Diani’s Colobus Conservation – where results in protecting the primates is key to their survival

COLOBUS CONSERVATION’S FUNDRAISERS – ALWAYS A MAJOR DIANI EVENT

(Posted 30th June 2015)

South Coast residents have been invited for a conservation fundraiser on the 28th of July, when a bit of potluck and a sense of navigation are ingredient for participants. Those willing to host either a starter, a main course or a dessert will pay half price while others who, perhaps for not being ready to be called a chef yet, the evening will set them back 5.000 Kenya Shillings, equivalent to approximately 50 US Dollars at current rates.

All those signed up will meet at a central meeting point in Diani and are then told where they need to go to find their supper.

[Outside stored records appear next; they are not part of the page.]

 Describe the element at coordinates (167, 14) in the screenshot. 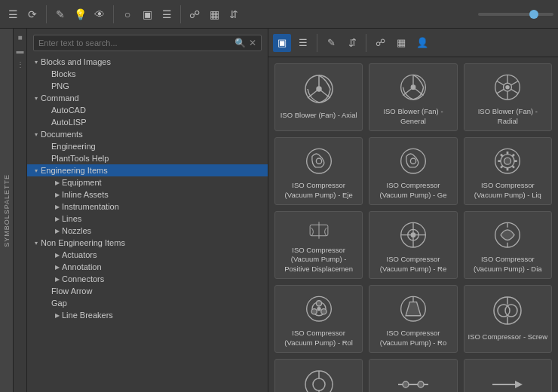

I see `toolbar-list-icon: ☰` at that location.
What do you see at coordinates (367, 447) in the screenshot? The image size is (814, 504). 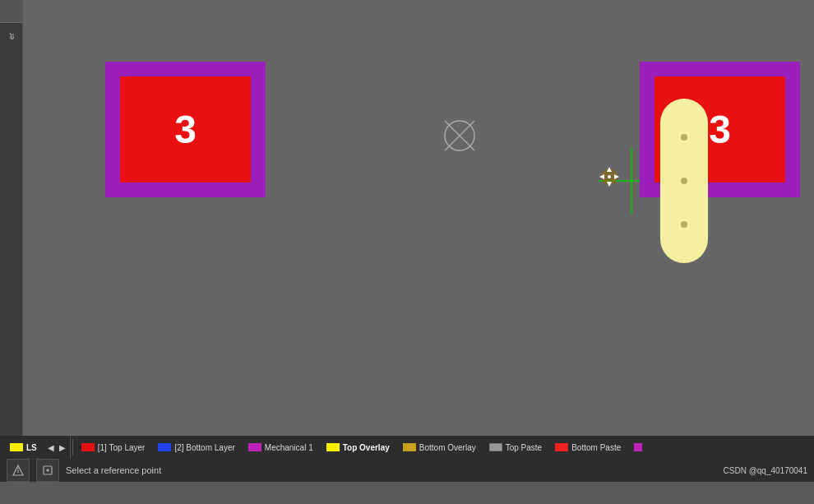 I see `top-overlay-label: Top Overlay` at bounding box center [367, 447].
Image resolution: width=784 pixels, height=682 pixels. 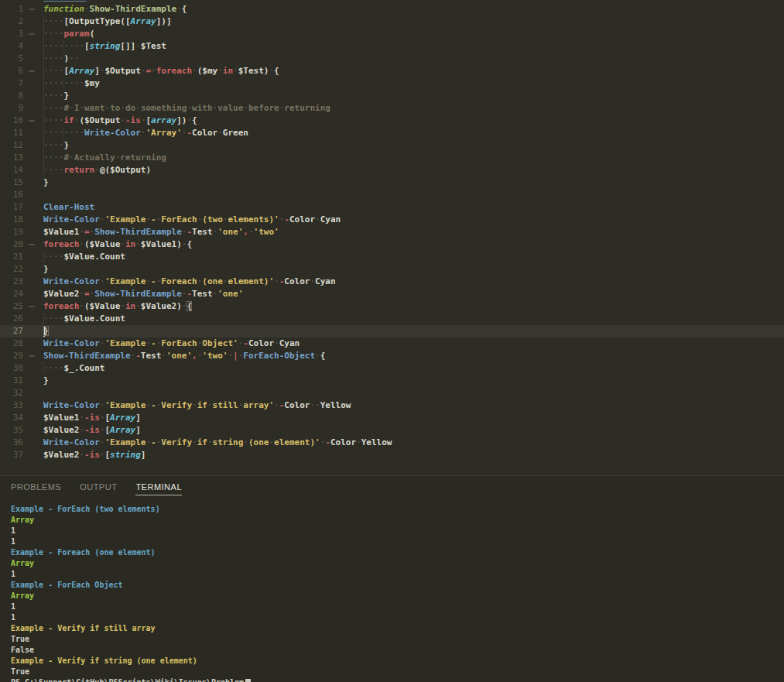 I want to click on code-text: foreach·($Value·in·$Value1)·{, so click(x=413, y=245).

The Colobus Conservation is one of the south coast’s leading conservation NGO’s and, supported by Safarilink among many other corporate sponsors, seen as largely responsible for the survival of the black and white colobus species. Few of what once upon a time were dozens of groups and numbering in their hundreds if not more, do now remain in this part of the Kenya coast due to the past encroachment on their main habitat. Those were the extensive tropical forests which lined the coastlines of Eastern Africa but were cut for timber, make space for farms, houses and resorts other human activities.

Colobus conservation, in addition to having put up rope ladders across the busy Diani beach road to allow the primates safe crossings, are also involved in taking in injured and even orphaned Colobus, to nurse them back to health and then release them back to their groups or have them join another if it cannot be found out with certainty where they came from. Several hotels today pride themselves to have Colobus groups on their properties and guests are suitably briefed not to feed them and not to tease them so as to give the Colobus a safe and disturbance free environment in which they can thrive.

Local residents and businesses asked about their level of support for the Colobus Conservation were quick to profess their regular contributions, aware that the black and white primates form a major attractions for tourists when they come to this part of the Kenya coast and that the work of the trust has for many years been entirely transparent and results published on a regular basis.